"You may explain how that came to be," intimated Duff Salter, grimly superintending the court.
"Well, sir! As I dived from the skiff my head encountered a solid something which made me see a thousand flashes av lightning in one second. I was so stunned that I had only instinct—I belave ye call it that—to throw my ar-rum around the murthering object and hold like death. Ye know, judge, how drownin' men will hold to straws. That straw, yer Honor, was the spar of a vessel movin' through the water. It was, I found out afterward, one of the pieces which had wedged the ship on the Marine Railway, where she had been gettin' repaired, and she comin' off hurriedly about dusk, had not been loosened from her. I raised my voice by a despairin' effort, and screamed 'Help! help!' When I came to I was on an Austrian merchant ship, bound to Wilmington, North Carolina, for naval stores, and then to Trieste. The blow of the spar had given me a slight crack av the skull."
"That crack is wide open yet," said Calvin Van de Lear.
"Begorra," returned the Irishman, facing placidly around until he found the owner of the voice, "Mr. Calvin Van de Lear, it would take many such a blow, sur, to fracture your heart!"
"Go on now, Donovan, and finish your tale. You were carried off to Trieste?" spoke Duff Salter.
"I was, sir. At Wilmington no news had been recaved of any tragedy in Philadelphia, and when I told my story there to a gentleman he concluded I was ravin' and a seein' delusions. The Austrian was short av a crew, and the docthor said if they could get away to sea he could make me effective very soon. I was too helpless to go on deck or make resistance. Says I, 'It's the will av God.'"
A round of applause greeted this story as it was ended, and cheerful hands were extended to the witness and the prisoner. Calvin Van de Lear, however, exclaimed:
"Alderman, what has all this to do with the prisoner's ignominious flight for months from his home and from persons he abandoned to suspicion and shame? This man is an impostor."
"Will you take the stand, Mr. Andrew Zane?" asked Duff Salter.
"No," replied the late fugitive. "I have been hunted and slandered like a wolf. I will give no evidence in Kensington, where I have been so shamefully treated. Let me be sent to a higher court, and there I will speak."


▶ Work required:
Each line of the listing below must be retyped exactly, with images left out.

▶ Supplied entries:
____________________
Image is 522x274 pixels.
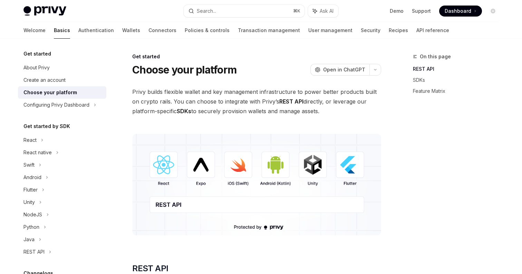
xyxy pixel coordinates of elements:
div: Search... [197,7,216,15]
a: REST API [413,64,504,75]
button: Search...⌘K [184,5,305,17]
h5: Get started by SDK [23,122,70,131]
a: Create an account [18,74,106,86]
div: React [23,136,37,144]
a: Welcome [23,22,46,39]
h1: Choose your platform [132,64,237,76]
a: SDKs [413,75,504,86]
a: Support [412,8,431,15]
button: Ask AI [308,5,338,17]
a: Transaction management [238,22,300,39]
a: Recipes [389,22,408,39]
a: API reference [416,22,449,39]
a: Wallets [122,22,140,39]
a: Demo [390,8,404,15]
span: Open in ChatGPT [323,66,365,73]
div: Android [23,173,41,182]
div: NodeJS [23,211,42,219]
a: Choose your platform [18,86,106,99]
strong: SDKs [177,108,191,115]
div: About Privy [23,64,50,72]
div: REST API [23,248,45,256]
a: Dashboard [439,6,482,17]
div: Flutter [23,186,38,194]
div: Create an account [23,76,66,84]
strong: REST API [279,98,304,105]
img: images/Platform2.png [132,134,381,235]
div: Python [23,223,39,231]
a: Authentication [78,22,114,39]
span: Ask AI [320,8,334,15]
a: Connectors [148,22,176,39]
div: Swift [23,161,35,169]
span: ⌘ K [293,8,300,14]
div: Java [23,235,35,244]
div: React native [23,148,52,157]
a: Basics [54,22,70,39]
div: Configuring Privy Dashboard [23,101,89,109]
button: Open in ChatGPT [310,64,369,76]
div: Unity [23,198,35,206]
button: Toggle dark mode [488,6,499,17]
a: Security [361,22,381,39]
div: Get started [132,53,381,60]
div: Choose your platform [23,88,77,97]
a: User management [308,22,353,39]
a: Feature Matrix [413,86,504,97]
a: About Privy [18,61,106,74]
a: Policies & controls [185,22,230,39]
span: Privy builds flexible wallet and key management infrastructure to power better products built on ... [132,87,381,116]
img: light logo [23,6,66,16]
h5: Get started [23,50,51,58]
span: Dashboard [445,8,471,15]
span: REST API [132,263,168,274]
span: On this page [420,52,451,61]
____________________
▶ Answer box:
Image is 522x274 pixels.
xyxy pixel coordinates of elements:
div: Search... [197,7,216,15]
a: REST API [413,64,504,75]
button: Search...⌘K [184,5,305,17]
h5: Get started by SDK [23,122,70,131]
a: Create an account [18,74,106,86]
div: React [23,136,37,144]
a: Welcome [23,22,46,39]
h1: Choose your platform [132,64,237,76]
a: SDKs [413,75,504,86]
a: Support [412,8,431,15]
button: Ask AI [308,5,338,17]
a: Transaction management [238,22,300,39]
a: Recipes [389,22,408,39]
a: API reference [416,22,449,39]
a: Wallets [122,22,140,39]
a: Demo [390,8,404,15]
span: Open in ChatGPT [323,66,365,73]
div: Android [23,173,41,182]
div: NodeJS [23,211,42,219]
a: Choose your platform [18,86,106,99]
strong: SDKs [177,108,191,115]
div: About Privy [23,64,50,72]
div: REST API [23,248,45,256]
a: Dashboard [439,6,482,17]
div: Flutter [23,186,38,194]
div: Create an account [23,76,66,84]
strong: REST API [279,98,304,105]
img: images/Platform2.png [132,134,381,235]
div: Python [23,223,39,231]
a: Authentication [78,22,114,39]
span: Ask AI [320,8,334,15]
a: Connectors [148,22,176,39]
div: Swift [23,161,35,169]
span: ⌘ K [293,8,300,14]
div: Java [23,235,35,244]
div: React native [23,148,52,157]
a: Basics [54,22,70,39]
div: Configuring Privy Dashboard [23,101,89,109]
button: Open in ChatGPT [310,64,369,76]
div: Unity [23,198,35,206]
button: Toggle dark mode [488,6,499,17]
a: Security [361,22,381,39]
div: Get started [132,53,381,60]
div: Choose your platform [23,88,77,97]
a: User management [308,22,353,39]
a: Feature Matrix [413,86,504,97]
a: About Privy [18,61,106,74]
a: Policies & controls [185,22,230,39]
span: Privy builds flexible wallet and key management infrastructure to power better products built on ... [132,87,381,116]
img: light logo [23,6,66,16]
h5: Get started [23,50,51,58]
span: Dashboard [445,8,471,15]
span: REST API [132,263,168,274]
span: On this page [420,52,451,61]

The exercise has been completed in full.